Once you have validated that the new RDS for MySQL 8.4 environment is working as expected, you can stop the DMS replication task and delete the old RDS for MySQL 8.0 instance.

Clean up

After completing the upgrade and confirming your application is running normally on MySQL 8.4, you should remove the resources created during this process to avoid incurring additional charges. Follow these steps in the AWS Management Console or the AWS Command Line Interface (AWS CLI):

  • Deleting Blue/Green Deployments (deleting the deployment does not delete the DB instances).
    1. Open the Amazon RDS console and choose Databases.
    2. Select the Blue/Green Deployment → Choose Actions → ‘Delete’.
    aws rds delete-blue-green-deployment \
    --blue-green-deployment-identifier <deployment resource ID> \
    --no-delete-target
  • Snapshot-restored RDS instance used for pre-upgrade checks.
  • The old RDS for MySQL 8.0 -old1 instance (after you confirm rollback is no longer needed). For more AWS CLI options, see Deleting a DB instance.
    1. Open the Amazon RDS console and choose Databases.
    2. Select the instance → Choose ‘Actions’ → ‘Delete’.
    aws rds delete-db-instance \
    --db-instance-identifier <instance-identifier> \
    --final-db-snapshot-identifier <final db instance snapshot identifier> \
    --no-delete-automated-backups
  • Amazon EC2 instance used for running prechecks (if applicable). For more AWS CLI options, see Terminate Amazon EC2 instances.
    1. Open the Amazon EC2 console and choose Instances.
    2. Select the EC2 instance used for running prechecks → Choose ‘Instance state’ → ‘Terminate (delete) instance’.
    aws ec2 terminate-instances \
    --instance-ids <instance-id>
  • AWS DMS replication instance, endpoints, and task (if you used Option B for rollback).
    • Tasks:
      1. Open the AWS DMS console and choose Tasks.
      2. Select the DMS task used for rollback.
      3. If the task is still running, choose ‘Actions’ → ‘Stop’.
        aws dms stop-replication-task \
        --replication-task-arn <task-arn>
      4. After the task has stopped, choose ‘Actions’ → ‘Delete’.
        aws dms delete-replication-task \
        --replication-task-arn <task-arn>
    • Endpoints:
      1. Choose Endpoints.
      2. Select the source and target endpoints → Choose ‘Actions’ → ‘Delete’.
        aws dms delete-endpoint \
        --endpoint-arn <endpoint-arn>
    • Deleting a replication instance:
      1. Choose Provisioned instances.
      2. Select the replication instance → Choose ‘Actions’ → ‘Delete’.
        aws dms delete-replication-instance \
        --replication-instance-arn <instance-arn>

Conclusion

In this post, we walked through a three-phase approach for upgrading Amazon RDS for MySQL 8.0 to 8.4: interpreting pre-upgrade compatibility checks, performing the upgrade with minimal downtime using Amazon RDS Blue/Green Deployments, and setting up a rollback path with reverse replication.
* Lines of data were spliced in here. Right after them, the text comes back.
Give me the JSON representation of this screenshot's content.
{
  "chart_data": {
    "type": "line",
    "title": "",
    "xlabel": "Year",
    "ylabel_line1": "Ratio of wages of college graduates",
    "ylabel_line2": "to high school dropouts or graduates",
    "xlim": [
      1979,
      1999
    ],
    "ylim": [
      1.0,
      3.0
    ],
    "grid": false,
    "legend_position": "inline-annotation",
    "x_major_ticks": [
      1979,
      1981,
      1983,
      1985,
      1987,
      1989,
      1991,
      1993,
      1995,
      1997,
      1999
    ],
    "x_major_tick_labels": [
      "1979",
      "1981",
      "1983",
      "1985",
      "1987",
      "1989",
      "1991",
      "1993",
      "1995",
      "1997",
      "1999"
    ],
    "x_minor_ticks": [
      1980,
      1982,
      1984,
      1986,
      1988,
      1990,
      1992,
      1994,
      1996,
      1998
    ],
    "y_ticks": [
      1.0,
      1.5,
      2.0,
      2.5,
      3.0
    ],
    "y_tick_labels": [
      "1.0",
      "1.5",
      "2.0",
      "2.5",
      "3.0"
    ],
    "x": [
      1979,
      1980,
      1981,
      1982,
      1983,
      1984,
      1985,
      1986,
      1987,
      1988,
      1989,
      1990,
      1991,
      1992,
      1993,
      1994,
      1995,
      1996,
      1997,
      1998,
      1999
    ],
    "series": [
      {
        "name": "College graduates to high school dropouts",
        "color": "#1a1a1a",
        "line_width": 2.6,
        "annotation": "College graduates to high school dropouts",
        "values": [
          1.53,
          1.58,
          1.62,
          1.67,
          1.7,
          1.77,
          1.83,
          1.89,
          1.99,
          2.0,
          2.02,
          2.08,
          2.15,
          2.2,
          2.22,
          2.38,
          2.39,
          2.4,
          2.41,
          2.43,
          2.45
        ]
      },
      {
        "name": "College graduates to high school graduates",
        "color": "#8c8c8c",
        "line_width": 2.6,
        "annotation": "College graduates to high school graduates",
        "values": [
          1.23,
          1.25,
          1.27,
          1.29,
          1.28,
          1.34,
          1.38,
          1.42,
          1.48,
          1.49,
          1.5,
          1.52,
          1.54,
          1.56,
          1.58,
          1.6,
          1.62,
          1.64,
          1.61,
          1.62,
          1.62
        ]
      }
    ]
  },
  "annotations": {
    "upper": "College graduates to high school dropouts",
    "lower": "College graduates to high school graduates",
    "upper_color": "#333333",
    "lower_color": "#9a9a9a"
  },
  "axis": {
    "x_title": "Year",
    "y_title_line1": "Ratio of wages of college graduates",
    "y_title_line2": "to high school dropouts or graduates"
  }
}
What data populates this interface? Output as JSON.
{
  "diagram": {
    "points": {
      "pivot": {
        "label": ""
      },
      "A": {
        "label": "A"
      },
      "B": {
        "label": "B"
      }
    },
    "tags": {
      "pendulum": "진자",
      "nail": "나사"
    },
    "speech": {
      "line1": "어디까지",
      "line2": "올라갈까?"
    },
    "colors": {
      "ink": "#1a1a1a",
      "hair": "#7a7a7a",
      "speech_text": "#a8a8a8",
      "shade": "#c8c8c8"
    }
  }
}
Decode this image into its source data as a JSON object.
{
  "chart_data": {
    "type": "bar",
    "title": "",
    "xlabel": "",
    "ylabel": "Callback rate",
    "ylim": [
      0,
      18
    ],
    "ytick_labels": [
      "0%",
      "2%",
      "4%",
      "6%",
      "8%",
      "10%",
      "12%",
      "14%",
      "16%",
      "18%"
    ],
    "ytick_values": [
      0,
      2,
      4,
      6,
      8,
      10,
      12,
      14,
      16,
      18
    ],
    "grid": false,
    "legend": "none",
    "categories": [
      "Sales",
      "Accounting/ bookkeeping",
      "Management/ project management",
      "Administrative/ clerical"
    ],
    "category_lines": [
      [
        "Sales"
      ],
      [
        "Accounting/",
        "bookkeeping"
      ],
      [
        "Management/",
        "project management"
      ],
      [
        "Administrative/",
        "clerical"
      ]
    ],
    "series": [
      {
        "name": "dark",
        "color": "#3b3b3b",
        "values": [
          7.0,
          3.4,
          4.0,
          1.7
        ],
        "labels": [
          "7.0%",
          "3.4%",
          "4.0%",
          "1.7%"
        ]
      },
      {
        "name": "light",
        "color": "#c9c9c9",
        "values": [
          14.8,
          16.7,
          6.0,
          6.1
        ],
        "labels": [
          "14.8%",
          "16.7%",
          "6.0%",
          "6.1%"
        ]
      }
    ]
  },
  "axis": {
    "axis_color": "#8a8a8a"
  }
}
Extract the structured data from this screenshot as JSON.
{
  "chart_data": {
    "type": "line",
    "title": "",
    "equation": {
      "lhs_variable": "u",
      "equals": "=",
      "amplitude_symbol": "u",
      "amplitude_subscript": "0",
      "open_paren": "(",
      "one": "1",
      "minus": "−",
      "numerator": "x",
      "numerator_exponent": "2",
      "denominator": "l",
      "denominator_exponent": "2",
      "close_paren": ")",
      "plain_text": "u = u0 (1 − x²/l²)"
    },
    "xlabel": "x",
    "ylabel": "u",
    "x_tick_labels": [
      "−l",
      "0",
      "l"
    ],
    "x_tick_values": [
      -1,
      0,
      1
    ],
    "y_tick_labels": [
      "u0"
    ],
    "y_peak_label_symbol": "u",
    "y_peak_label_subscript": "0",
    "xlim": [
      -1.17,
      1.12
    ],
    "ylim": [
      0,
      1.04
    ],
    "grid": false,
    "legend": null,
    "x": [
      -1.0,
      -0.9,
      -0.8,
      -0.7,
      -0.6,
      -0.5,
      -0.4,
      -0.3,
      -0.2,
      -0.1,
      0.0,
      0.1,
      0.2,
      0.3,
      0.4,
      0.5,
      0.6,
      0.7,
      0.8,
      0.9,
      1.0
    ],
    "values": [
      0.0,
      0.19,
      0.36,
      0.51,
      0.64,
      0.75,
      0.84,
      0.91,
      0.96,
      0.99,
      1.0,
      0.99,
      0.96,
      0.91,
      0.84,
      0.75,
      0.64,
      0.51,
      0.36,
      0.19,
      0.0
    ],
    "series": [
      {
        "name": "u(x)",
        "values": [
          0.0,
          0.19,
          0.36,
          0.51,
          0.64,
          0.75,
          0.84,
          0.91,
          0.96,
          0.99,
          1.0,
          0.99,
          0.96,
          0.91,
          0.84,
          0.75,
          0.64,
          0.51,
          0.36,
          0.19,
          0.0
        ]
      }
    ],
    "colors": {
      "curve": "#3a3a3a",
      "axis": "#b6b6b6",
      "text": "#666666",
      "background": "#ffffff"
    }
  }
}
These phases give you a tested, reversible upgrade path with minimal downtime, reducing the risk that typically stalls major version upgrades. With MySQL 8.0 standard support ending on July 31, 2026, we encourage you to start planning your upgrade and validating your workloads against MySQL 8.4’s new features and performance improvements. If you need to continue using MySQL 8.0 beyond the standard support end date, see the breakdown of Extended Support costs in Upgrade strategies for Amazon RDS for MySQL 8.0 to 8.4.
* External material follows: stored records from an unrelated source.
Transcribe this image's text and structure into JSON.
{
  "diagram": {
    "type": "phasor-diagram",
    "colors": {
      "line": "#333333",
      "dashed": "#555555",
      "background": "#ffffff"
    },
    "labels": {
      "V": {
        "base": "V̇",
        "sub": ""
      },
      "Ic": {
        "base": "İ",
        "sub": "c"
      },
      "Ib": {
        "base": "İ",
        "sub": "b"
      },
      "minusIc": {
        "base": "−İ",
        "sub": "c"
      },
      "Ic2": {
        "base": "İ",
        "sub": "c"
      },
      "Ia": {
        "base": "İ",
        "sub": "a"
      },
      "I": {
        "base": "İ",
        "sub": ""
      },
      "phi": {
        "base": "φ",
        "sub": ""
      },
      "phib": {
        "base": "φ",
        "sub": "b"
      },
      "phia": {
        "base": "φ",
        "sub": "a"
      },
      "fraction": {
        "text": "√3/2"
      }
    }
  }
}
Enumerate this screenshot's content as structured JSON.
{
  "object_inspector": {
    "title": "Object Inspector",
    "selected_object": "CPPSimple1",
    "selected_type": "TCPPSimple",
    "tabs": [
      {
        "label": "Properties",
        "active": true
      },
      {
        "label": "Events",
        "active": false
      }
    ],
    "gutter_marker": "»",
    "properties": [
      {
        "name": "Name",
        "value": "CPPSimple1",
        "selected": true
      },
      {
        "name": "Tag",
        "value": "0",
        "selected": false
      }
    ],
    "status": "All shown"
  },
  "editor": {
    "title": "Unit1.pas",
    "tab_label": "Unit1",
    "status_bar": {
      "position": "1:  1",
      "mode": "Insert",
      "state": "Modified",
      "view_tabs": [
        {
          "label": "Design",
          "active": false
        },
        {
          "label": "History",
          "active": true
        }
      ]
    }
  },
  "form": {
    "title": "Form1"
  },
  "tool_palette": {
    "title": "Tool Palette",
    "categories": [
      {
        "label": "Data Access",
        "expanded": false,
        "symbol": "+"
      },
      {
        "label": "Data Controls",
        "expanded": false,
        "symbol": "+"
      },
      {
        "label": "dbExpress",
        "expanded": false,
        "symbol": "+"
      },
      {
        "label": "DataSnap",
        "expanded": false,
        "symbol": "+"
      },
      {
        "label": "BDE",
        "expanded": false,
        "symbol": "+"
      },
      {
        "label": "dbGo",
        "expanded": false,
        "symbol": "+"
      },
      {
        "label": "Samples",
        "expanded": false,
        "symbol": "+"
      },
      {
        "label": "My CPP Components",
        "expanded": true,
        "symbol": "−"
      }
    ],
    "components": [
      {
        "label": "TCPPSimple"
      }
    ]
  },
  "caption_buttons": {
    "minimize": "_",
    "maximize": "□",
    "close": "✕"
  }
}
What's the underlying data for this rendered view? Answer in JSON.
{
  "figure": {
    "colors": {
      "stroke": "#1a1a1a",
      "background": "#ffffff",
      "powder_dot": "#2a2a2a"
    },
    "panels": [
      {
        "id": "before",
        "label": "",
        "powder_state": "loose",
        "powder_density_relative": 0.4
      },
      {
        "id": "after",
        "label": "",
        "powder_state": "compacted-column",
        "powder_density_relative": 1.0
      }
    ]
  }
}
To learn more, see Upgrading a MySQL DB instance engine version and Using Amazon RDS Blue/Green Deployments. If you have questions or feedback, leave a comment on this post.


About the authors

Nicky Hsu

Nicky Hsu

Nicky Hsu is a Cloud Support Engineer II at AWS Support and a Subject Matter Expert in RDS for MySQL and Aurora PostgreSQL. With 3 years at AWS and 8 years of experience in the IT industry, he specializes in providing technical support for Amazon RDS for MySQL, RDS for MariaDB, Aurora MySQL, RDS for PostgreSQL, Aurora PostgreSQL, and AWS DMS, helping customers troubleshoot issues and implement tailored solutions.